What really changes – and what stays the same – for schools and trusts
The publication of Every Child Achieving and Thriving marks the most significant statement of direction for schools and SEND in England for several years. As with any major white paper, it has prompted both hope and anxiety across the sector.
From our work with schools and multi‑academy trusts, the key question leaders are asking is simple:
What does this actually change for us – and what doesn’t?
Let’s try to cut through the noise.
The message
The white paper is not a sudden reset of accountability, curriculum or governance. But it does reset expectations about what a “successful” school or trust looks like – particularly around inclusion, belonging and engagement, alongside academic standards.

What changes for schools and trusts
Inclusion becomes a core mainstream expectation
Perhaps the clearest shift is the government’s insistence that more children, including those with SEND, should thrive in mainstream schools. The paper explicitly challenges a system where too many children are “sidelined” into specialist provision or disengagement.
What this means in practice
- Schools will be expected to meet a wider range of needs, not just those with EHCPs.
- SEND can no longer sit solely with a SENCo or specialist team; it becomes a whole‑school leadership responsibility.
- Trusts will be expected to ensure consistency of inclusive practice across schools, not pockets of excellence.
This is a cultural shift as much as an operational one.
Belonging and engagement enter the accountability conversation
The white paper places unusual emphasis on pupils’ sense of belonging, engagement and attendance, describing them as prerequisites for achievement. Schools will be expected to monitor and respond to these indicators, not treat them as secondary concerns.
Why this matters
- Attendance, behaviour and wellbeing are no longer “context” – they are core outcomes.
- Trust leaders should expect increased scrutiny of how schools re‑engage pupils who are withdrawn or persistently absent.
This does not replace attainment measures, but it broadens the definition of success.
Curriculum breadth matters more
The government is explicit about moving from “narrow to broad”, arguing that too many pupils experience a restricted curriculum focused on exam performance alone.
Implications
- Curriculum intent, enrichment and wider experiences will carry greater weight.
- Trusts will need to ensure that all schools offer a rich curriculum, not just those serving more advantaged communities.
This reinforces existing inspection signals, but with a stronger moral and policy backing.
Trusts as system leaders, not just operators
The paper repeatedly emphasises schools working together.
For trusts, this means:
- Greater responsibility for supporting schools with higher levels of need
- Stronger expectations around shared expertise, workforce deployment and SEND capacity
- A shift from autonomy‑driven models towards collective accountability
This means that trusts are positioned as vehicles for collaboration, inclusion and improvement across the system.

What stays the same (and this matters)
Amid the change narrative, it is important to be clear about what the white paper does not do.
High academic standards remain non‑negotiable
There is no retreat from ambition. The government is explicit that high standards and inclusion must go together, not compete. GCSE outcomes, literacy, numeracy and progression remain central.
The change is not whether attainment matters – but for whom it must improve.
Accountability does not disappear
There is no suggestion of a low‑stakes system. Schools and trusts will still be held to account, but increasingly through a broader lens that includes:
- Disadvantage
- SEND
- Attendance
- Engagement and belonging
Leaders should see this as a reframing, not a relaxation.
School leadership remains pivotal
The white paper does not centralise decision‑making away from schools. Headteachers and trust leaders remain the primary agents of change, responsible for culture, implementation and impact.
What changes is the range of outcomes they are expected to lead on.

What schools and trusts should do now
While much detail will follow through consultation and guidance, three actions are already clear:
Audit inclusion and belonging
Not policies – lived experience for pupils and families.
Revisit trust‑level definitions of success
Do your dashboards reflect what the system now values?
Invest in workforce capability
Inclusion, SEND and engagement depend on staff confidence and expertise.

Every Child Achieving and Thriving does not ask schools and trusts to abandon what works. It asks them to extend success to children who have too often been left behind – and to do so without lowering ambition.
For leaders, the challenge is not compliance, but alignment: ensuring that values, structures and measures of success reflect the direction of travel now set out.

This blog was created by Nicki Antwis, Director at Antwis Collaborative.
The Leadership Lens aims to offer a moment of stillness amid the storm—a regular space to consider not only how we lead, but why we lead.
Follow @Antwis Collaborative for updates, and let The Leadership Lens help illuminate your leadership path—one reflection at a time.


What to produce:
The answer must be every line of the records below that contains the word "screenshot", copied out.
■ ■ ■ ■
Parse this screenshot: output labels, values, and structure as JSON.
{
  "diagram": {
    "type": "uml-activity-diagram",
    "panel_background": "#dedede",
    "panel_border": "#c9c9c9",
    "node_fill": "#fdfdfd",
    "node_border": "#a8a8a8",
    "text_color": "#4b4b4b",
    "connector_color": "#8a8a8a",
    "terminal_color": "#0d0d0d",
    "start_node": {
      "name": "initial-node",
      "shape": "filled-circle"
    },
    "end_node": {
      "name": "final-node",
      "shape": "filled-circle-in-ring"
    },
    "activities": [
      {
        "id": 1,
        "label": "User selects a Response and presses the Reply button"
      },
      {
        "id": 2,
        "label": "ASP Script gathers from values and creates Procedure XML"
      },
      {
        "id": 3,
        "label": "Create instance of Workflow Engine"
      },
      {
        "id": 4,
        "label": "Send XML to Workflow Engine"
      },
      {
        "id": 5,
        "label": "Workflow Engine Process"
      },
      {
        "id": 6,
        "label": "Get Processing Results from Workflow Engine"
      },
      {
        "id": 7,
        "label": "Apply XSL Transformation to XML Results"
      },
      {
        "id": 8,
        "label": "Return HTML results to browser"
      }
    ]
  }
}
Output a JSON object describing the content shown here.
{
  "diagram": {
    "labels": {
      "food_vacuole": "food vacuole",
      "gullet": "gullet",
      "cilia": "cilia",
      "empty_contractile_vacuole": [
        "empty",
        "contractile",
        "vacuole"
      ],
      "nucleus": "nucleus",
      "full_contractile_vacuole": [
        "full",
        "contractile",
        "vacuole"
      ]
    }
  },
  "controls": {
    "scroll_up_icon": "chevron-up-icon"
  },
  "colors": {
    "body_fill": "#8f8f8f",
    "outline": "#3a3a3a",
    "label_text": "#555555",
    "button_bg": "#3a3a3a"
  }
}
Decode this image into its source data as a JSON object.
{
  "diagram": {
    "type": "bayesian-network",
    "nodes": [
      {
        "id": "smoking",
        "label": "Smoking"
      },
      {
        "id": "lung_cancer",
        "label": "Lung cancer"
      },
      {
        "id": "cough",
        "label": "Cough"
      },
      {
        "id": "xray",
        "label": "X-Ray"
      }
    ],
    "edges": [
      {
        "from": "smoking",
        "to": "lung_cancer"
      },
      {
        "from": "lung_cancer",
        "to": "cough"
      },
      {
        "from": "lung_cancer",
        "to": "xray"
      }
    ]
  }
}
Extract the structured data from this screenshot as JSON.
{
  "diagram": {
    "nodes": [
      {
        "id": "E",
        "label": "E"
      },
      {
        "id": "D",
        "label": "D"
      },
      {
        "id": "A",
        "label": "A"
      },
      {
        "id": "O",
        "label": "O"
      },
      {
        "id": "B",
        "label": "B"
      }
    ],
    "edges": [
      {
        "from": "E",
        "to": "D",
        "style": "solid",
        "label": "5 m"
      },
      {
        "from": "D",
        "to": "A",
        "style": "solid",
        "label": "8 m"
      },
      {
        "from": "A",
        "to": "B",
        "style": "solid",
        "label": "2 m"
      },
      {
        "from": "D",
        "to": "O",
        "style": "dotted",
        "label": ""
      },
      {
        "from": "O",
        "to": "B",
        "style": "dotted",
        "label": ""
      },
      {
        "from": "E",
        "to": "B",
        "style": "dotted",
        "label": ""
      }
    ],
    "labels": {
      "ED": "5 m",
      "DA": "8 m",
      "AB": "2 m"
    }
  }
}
■ ■ ■ ■
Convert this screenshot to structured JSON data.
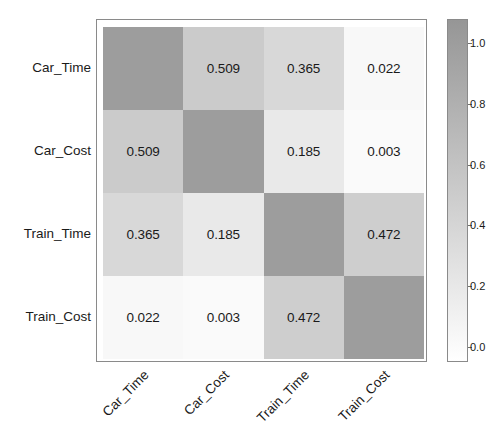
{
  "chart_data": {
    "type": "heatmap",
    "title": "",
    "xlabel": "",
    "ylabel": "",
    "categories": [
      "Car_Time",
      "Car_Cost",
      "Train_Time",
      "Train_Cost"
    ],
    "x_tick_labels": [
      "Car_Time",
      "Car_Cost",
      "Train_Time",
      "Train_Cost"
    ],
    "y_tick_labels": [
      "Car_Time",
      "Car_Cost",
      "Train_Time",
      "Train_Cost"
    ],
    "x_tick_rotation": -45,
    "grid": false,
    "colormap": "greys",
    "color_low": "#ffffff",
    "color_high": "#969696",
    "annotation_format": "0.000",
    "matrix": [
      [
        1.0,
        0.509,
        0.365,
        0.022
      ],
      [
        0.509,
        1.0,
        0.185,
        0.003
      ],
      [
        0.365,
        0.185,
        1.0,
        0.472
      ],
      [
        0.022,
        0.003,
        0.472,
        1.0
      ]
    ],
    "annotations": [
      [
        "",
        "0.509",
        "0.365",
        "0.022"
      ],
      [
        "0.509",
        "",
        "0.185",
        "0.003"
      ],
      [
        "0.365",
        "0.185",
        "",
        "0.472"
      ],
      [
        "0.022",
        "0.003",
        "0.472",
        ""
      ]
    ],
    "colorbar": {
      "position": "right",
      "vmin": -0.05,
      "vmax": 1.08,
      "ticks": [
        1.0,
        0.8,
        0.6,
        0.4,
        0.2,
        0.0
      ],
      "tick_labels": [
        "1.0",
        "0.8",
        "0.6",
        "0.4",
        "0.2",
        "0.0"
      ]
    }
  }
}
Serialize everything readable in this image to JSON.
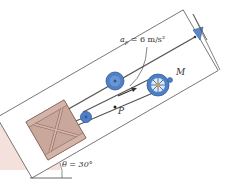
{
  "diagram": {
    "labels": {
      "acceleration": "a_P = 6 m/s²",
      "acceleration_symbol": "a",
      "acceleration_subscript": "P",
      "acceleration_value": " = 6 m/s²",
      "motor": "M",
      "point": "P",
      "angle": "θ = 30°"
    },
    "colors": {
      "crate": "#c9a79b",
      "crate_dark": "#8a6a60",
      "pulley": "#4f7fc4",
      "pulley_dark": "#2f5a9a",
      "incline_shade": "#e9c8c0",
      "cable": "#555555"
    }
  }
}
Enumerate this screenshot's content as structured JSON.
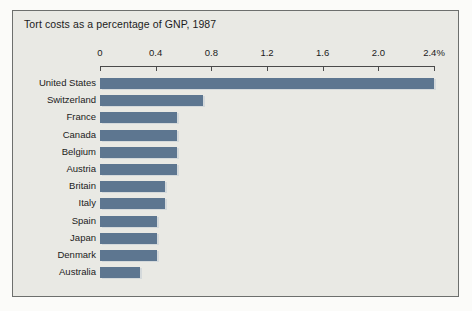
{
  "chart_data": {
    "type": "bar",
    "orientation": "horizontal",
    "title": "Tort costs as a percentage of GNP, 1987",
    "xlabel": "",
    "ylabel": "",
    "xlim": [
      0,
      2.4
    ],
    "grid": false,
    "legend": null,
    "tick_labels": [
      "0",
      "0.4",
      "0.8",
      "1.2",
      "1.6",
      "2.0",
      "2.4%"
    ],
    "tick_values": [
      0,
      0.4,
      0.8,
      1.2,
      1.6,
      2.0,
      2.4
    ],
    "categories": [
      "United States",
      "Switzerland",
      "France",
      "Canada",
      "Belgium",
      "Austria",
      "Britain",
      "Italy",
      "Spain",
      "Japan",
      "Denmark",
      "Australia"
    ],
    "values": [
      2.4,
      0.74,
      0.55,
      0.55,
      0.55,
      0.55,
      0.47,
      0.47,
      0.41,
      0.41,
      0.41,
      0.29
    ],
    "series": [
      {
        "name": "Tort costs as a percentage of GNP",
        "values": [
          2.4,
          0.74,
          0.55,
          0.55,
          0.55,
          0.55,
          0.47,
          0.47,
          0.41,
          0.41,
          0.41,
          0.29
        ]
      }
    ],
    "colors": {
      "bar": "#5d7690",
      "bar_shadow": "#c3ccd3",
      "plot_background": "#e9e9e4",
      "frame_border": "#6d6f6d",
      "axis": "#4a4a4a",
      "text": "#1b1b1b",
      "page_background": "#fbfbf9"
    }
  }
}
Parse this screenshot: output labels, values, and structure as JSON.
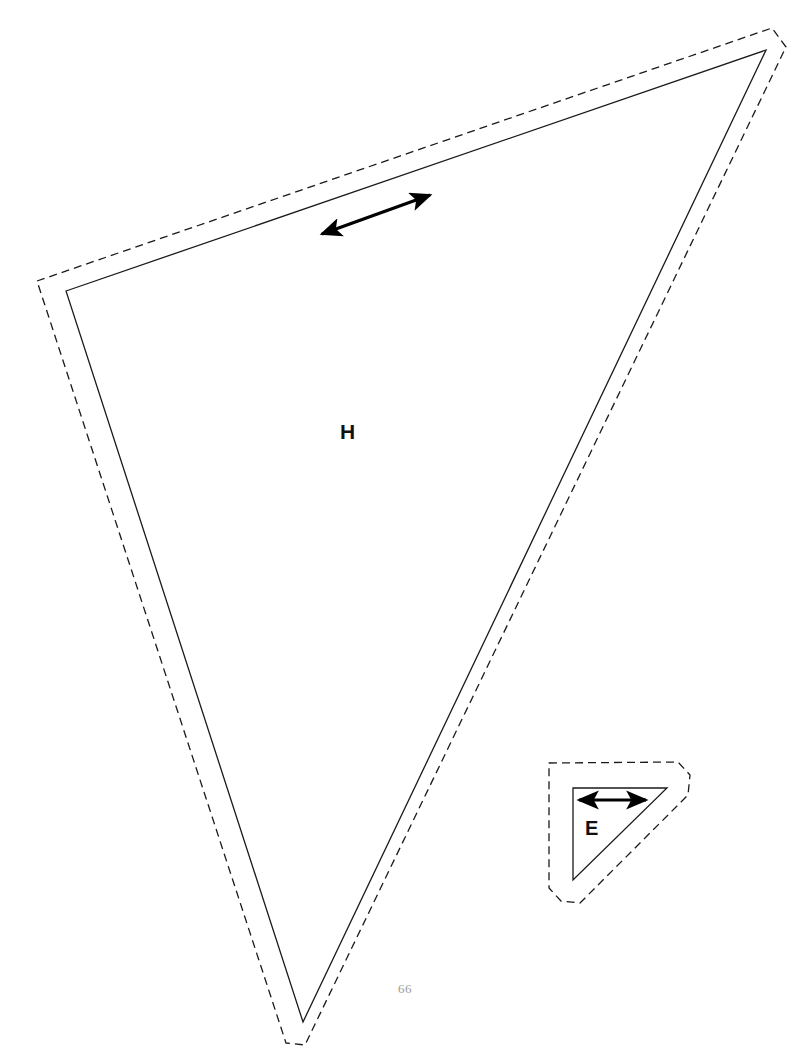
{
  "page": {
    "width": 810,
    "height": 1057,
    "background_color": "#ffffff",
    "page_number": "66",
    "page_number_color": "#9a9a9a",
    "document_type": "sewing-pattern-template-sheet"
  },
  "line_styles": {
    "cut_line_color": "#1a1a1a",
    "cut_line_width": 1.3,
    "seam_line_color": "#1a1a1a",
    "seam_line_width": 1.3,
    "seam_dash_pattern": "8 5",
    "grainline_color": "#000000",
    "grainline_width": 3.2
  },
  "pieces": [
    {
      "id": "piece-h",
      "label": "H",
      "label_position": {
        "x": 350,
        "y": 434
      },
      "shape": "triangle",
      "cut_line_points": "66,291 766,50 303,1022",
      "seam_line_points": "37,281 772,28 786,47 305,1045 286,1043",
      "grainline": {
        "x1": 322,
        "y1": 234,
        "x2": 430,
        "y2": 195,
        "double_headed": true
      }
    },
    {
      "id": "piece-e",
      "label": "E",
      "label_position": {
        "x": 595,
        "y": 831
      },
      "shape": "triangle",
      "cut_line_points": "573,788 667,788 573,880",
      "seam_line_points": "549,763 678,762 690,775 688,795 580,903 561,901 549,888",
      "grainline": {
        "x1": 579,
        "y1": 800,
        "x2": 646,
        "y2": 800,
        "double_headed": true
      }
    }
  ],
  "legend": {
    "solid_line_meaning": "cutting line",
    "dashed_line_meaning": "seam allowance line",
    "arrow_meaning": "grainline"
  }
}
■ ■ ■ ■
Solution:
Parse this screenshot: output labels, values, and structure as JSON.
Extract the structured data from this screenshot as JSON.
Convert this screenshot to structured JSON data.
Enumerate this screenshot's content as structured JSON.
Parse this screenshot: output labels, values, and structure as JSON.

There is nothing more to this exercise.